Monica has some interesting slides for the F2F in New Orleans.
 
My take is this.
 
o BPEL === EAI with XML scripting instead of Java coding
                + internal process mechanisms that typically
                   are not shared externally
                + limited transaction handling capabilities
                + no context mechanism - instead coding to
                   suit bespoke needs
                + roll your own patterns
                + very programmer-centric
                + WSDL dictates a huge chunk of its behaviour
                   pattern.
 
o BPSS === inter-enterprise collaborative processing
                    with mature models and patterns builtin
                 + uses classic fullsized transaction based exchanges
                 + supports context driven and role driven
                    mechanisms
                 + very business-centric
                 + binary collaboration and multi-party collaboration
                    patterns with signals and flow control
                 + conforms to international business law patterns
                 + mostly neutral to transport layer
 
So - depending on who you are in the solution matrix - its
pretty easy to see which toolset you will prefer. 
 
EAI integrators - BPEL, eBusiness solution providers - BPSS.
 
And nothing to stop you using both in tandem - with more
support for that coming in BPSS V3.0 - some (WSDL) in
V2.0 already.
 
As to MQ-Series being the uquitous solution - not really!
BizTalk server is more aimed at the common man than
MQ-Series - which is definately top endian.  Then
notice that Cyclone, Sterling, and raft more solutions
are aimed at the significant market of people choosing
not to buy things like MQ-Series.
 
DW
----- Original Message -----
Sent: Thursday, April 15, 2004 11:24 PM
Subject: Re: [ebxml-bp] IBM to Support BPEL-Based Web Services

Everyone knows that I am a huge ebXML proponent, but I must say that BP is the one component of our stack that I am ambivalent towards. Why? First, its taken a long time to get baked (although I applaud the process since the CEFACT/OASIS schism, and think you people should be proud of your accomplishments). Second, pretty much any good BP framework/standard can be integrated with the other ebXML specifications. I think the winner in this space will be whoever gobbles the most market share.
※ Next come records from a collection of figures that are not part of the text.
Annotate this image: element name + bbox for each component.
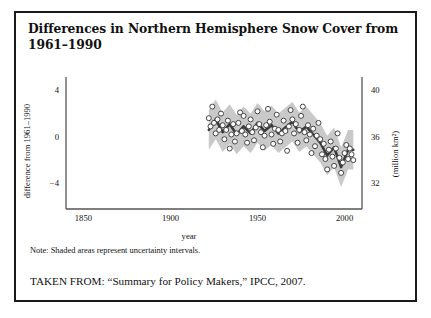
data-point (330, 154, 335, 159)
data-point (297, 127, 302, 132)
data-point (325, 167, 330, 172)
data-point (346, 157, 351, 162)
data-point (243, 132, 248, 137)
data-point (262, 133, 267, 138)
data-point (283, 129, 288, 134)
data-point (290, 117, 295, 122)
data-point (257, 122, 262, 127)
x-tick-label: 2000 (336, 213, 353, 223)
y-tick-label-right: 36 (371, 132, 380, 142)
data-point (337, 155, 342, 160)
data-point (250, 130, 255, 135)
data-point (340, 160, 345, 165)
data-point (219, 111, 224, 116)
data-point (318, 137, 323, 142)
data-point (333, 146, 338, 151)
data-point (326, 147, 331, 152)
data-point (271, 141, 276, 146)
data-point (217, 127, 222, 132)
data-point (339, 170, 344, 175)
data-point (266, 106, 271, 111)
data-point (299, 113, 304, 118)
data-point (323, 157, 328, 162)
snow-cover-chart: 40−44036321850190019502000 (16, 69, 419, 245)
x-axis-label: year (16, 231, 362, 241)
y-tick-label-left: 4 (55, 85, 60, 95)
y-tick-label-right: 32 (371, 178, 380, 188)
data-point (286, 124, 291, 129)
data-point (206, 116, 211, 121)
y-tick-label-left: 0 (55, 132, 59, 142)
data-point (304, 138, 309, 143)
data-point (313, 144, 318, 149)
figure-title: Differences in Northern Hemisphere Snow … (28, 21, 406, 53)
data-point (245, 140, 250, 145)
data-point (351, 158, 356, 163)
y-tick-label-left: −4 (50, 178, 60, 188)
data-point (236, 120, 241, 125)
x-tick-label: 1950 (249, 213, 266, 223)
data-point (295, 140, 300, 145)
figure-panel: Differences in Northern Hemisphere Snow … (14, 11, 417, 302)
data-point (285, 148, 290, 153)
data-point (269, 132, 274, 137)
data-point (232, 139, 237, 144)
y-tick-label-right: 40 (371, 85, 380, 95)
data-point (234, 131, 239, 136)
data-point (241, 113, 246, 118)
data-point (347, 146, 352, 151)
data-point (311, 126, 316, 131)
x-tick-label: 1900 (162, 213, 179, 223)
data-point (320, 152, 325, 157)
figure-source: TAKEN FROM: “Summary for Policy Makers,”… (30, 275, 306, 287)
data-point (231, 122, 236, 127)
data-point (292, 131, 297, 136)
data-point (274, 112, 279, 117)
data-point (281, 118, 286, 123)
data-point (300, 104, 305, 109)
data-point (255, 109, 260, 114)
data-point (302, 130, 307, 135)
data-point (248, 117, 253, 122)
data-point (309, 151, 314, 156)
data-point (224, 127, 229, 132)
data-point (332, 163, 337, 168)
data-point (349, 152, 354, 157)
data-point (321, 141, 326, 146)
data-point (225, 118, 230, 123)
data-point (267, 119, 272, 124)
chart-plot-area: difference from 1961–1990 (million km²) … (16, 69, 419, 245)
data-point (210, 104, 215, 109)
data-point (215, 117, 220, 122)
data-point (222, 137, 227, 142)
data-point (293, 122, 298, 127)
data-point (246, 124, 251, 129)
data-point (252, 138, 257, 143)
data-point (316, 120, 321, 125)
data-point (328, 139, 333, 144)
x-tick-label: 1850 (75, 213, 92, 223)
data-point (260, 145, 265, 150)
data-point (335, 131, 340, 136)
data-point (227, 146, 232, 151)
data-point (288, 108, 293, 113)
data-point (220, 123, 225, 128)
data-point (307, 132, 312, 137)
data-point (306, 123, 311, 128)
data-point (278, 139, 283, 144)
data-point (229, 132, 234, 137)
data-point (342, 151, 347, 156)
figure-note: Note: Shaded areas represent uncertainty… (30, 246, 200, 255)
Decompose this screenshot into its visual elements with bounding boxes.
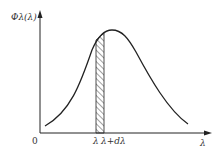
x-axis-arrow-icon [204, 131, 212, 136]
origin-label: 0 [32, 136, 38, 146]
y-axis-label: Φλ(λ) [11, 12, 37, 22]
strip-label-left: λ [93, 136, 99, 146]
y-axis-arrow-icon [38, 10, 43, 18]
distribution-curve [45, 30, 188, 126]
hatched-strip [96, 33, 104, 133]
strip-label-right: λ+dλ [101, 136, 126, 146]
spectral-distribution-diagram [0, 0, 218, 154]
x-axis-label: λ [200, 138, 206, 148]
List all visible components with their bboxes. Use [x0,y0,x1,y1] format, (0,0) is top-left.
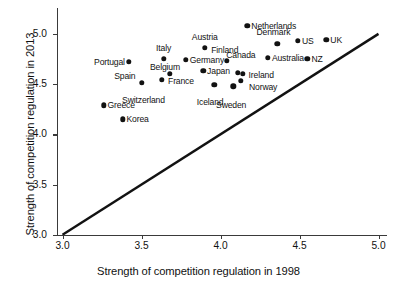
x-tick-label: 4.0 [201,240,241,251]
data-point-label: US [302,35,314,45]
y-tick-label: 4.0 [7,128,47,139]
data-point-label: Belgium [150,62,180,72]
y-tick-label: 3.5 [7,179,47,190]
y-tick-mark [53,235,57,236]
y-tick-label: 4.5 [7,78,47,89]
y-tick-mark [53,134,57,135]
data-point-label: Ireland [249,70,274,80]
x-tick-mark [221,235,222,239]
data-point-label: Spain [114,71,135,81]
data-point-label: Denmark [256,27,290,37]
data-point-label: Greece [108,100,135,110]
x-tick-mark [142,235,143,239]
data-point-label: Australia [272,53,304,63]
data-point-label: Portugal [94,57,125,67]
x-tick-label: 3.5 [122,240,162,251]
data-point-label: Sweden [216,100,246,110]
x-tick-mark [300,235,301,239]
data-point-label: NZ [311,54,322,64]
data-point-label: Norway [249,82,277,92]
x-tick-label: 3.0 [43,240,83,251]
x-tick-mark [63,235,64,239]
x-tick-mark [379,235,380,239]
y-tick-mark [53,84,57,85]
data-point-label: Japan [207,66,230,76]
data-point-label: Korea [127,114,149,124]
data-point-label: France [168,76,194,86]
data-point-label: Canada [226,50,255,60]
y-tick-mark [53,34,57,35]
y-tick-label: 3.0 [7,229,47,240]
data-point-label: UK [330,34,342,44]
plot-area: 3.03.54.04.55.0 3.03.54.04.55.0 Netherla… [57,8,387,236]
data-point-label: Austria [192,32,218,42]
x-axis-title: Strength of competition regulation in 19… [0,265,397,277]
y-tick-mark [53,185,57,186]
y-tick-label: 5.0 [7,28,47,39]
scatter-plot-figure: Strength of competition regulation in 20… [0,0,397,291]
data-point-label: Germany [190,55,224,65]
x-tick-label: 4.5 [280,240,320,251]
data-point-label: Italy [156,43,171,53]
x-tick-label: 5.0 [359,240,397,251]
....and that ocean liner that is MQ-Series is ubiquitous...and WSIF + BPEL makes J2EE architects and developers very happy...and BPEL will be picked up by MSFT too. We have the makings for a ubiquitous solution that people can use soon, and often.

I'd be interested in an objective compare/contrast of what ebBP is doing versus BPEL. What are the synergies, if anything. How can those of us who are moderates in this debate promote ebBP in conjunction with BPEL?

-Matt

On Apr 15, 2004, at 8:07 PM, David RR Webber wrote:

Duane,

I never said it was vaporware!

I just was stating there is nothing *interesting* here.

IBM has always looked to be middle of the road -
and rarely reaches to be wildly ahead of the curve.

Paying $2B for Rational was a huge gamble for them,
and MQ-Series can hardly be viewed as a
revolutionary product set - its been around for
15+ years - and is the benchmark in conservative
integration tools.

Why would I think this interesting, eh?

I know alot of those same ex-r's now working
on the Eclipse team too. ; -)

What I find interesting is technologies that
provide an open simple and agile infrastructure
that enables a broad and diverse marketplace.

MQ-series is an ocean liner - I'm looking for
something a little more nimble... ; -)

DW.

----- Original Message -----
From: "Duane Nickull" <dnickull@adobe.com>
To: "David RR Webber" <david@drrw.info>
Cc: "ebXML BP" <ebxml-bp@lists.oasis-open.org>
Sent: Thursday, April 15, 2004 7:43 PM
Subject: Re: [ebxml-bp] IBM to Support BPEL-Based Web Services


David:

Let's not be negative on this. We will likely be seeing more direction
in IBM and other companies tooling expanding from driving infrastructure
toward a broader view of the technical/developer's need. IBM is
increasingly providing a comprehensive set of both development time
tooling for developers and an open-standards based runtime expanding
beyond a traditional application server on all platforms. Their recent
foray into the process area of the stack is admirable IMO. A process
driven, service oriented architecture (re Joseph Chuisano's post) is
being developed and converging or embracing other ideas benefits
everybody. I happen to have friends who can rebuke your claims that it
is marketing fluff and would back up the fact it is real useable
software. The real proof will be in the delivered developer tools.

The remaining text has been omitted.